IDG Contributor Network: Machine learning takes a load off in network management
As networks become more software-driven, they generate vastly greater amounts of data, which provides some challenges: adhering to compliance and customer privacy guidelines, while harvesting the massive amounts of data—it is physically impossible for humans to tackle the sheer volume that is created. But the vast amounts of data also provide an opportunity for businesses: leveraging analytics and machine learning to gather insights that can help network management move from reactive to proactive to assurance. This doesn’t just mean a massive shift in technology because the human element won’t simply go away. Instead, by combining human intellect and creativity with the computing power AI offers, innovative design and management techniques will be developed to build self-improving intelligent algorithms. The algorithms allow networks to operate in a way that far outweighs networks of the past.To read this article in full, please click here


Its vision is to replace the hardware, software, and services that operators have traditionally gotten from telecom vendors such as Cisco and Dell EMC.

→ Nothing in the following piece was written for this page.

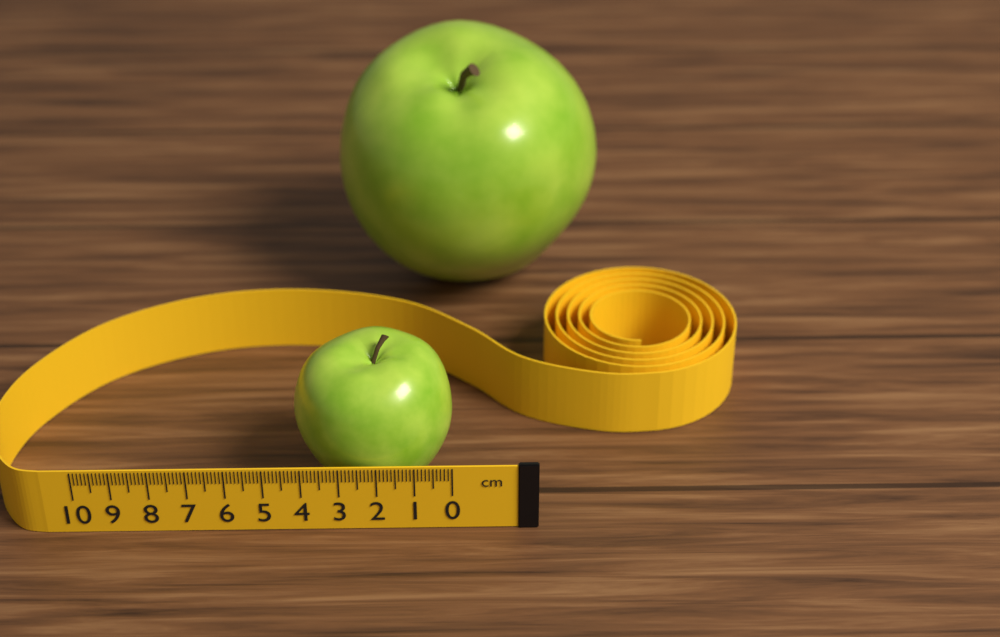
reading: 4.3 cm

Check Point’s mid-year report on cyber attack trends found that in 2018 new (and old) strains of malware are attacking cloud environments, mobile devices, and other burgeoning technologies.
EMA Senior Analyst Shamus McGillicuddy says this deal has less to do with Broadcom's technology strategy and everything to do with money.
Sift’s product, Cloud Hunter, uses machine learning, analytics, and graph visualization capabilities to detect and respond to threats across infrastructure-as-a-service platforms.
A former Huawei employee says he was fired for refusing to use a fake company name to gain access to the private TIP gathering. Huawei says this is just a labor dispute, and the claims are groundless.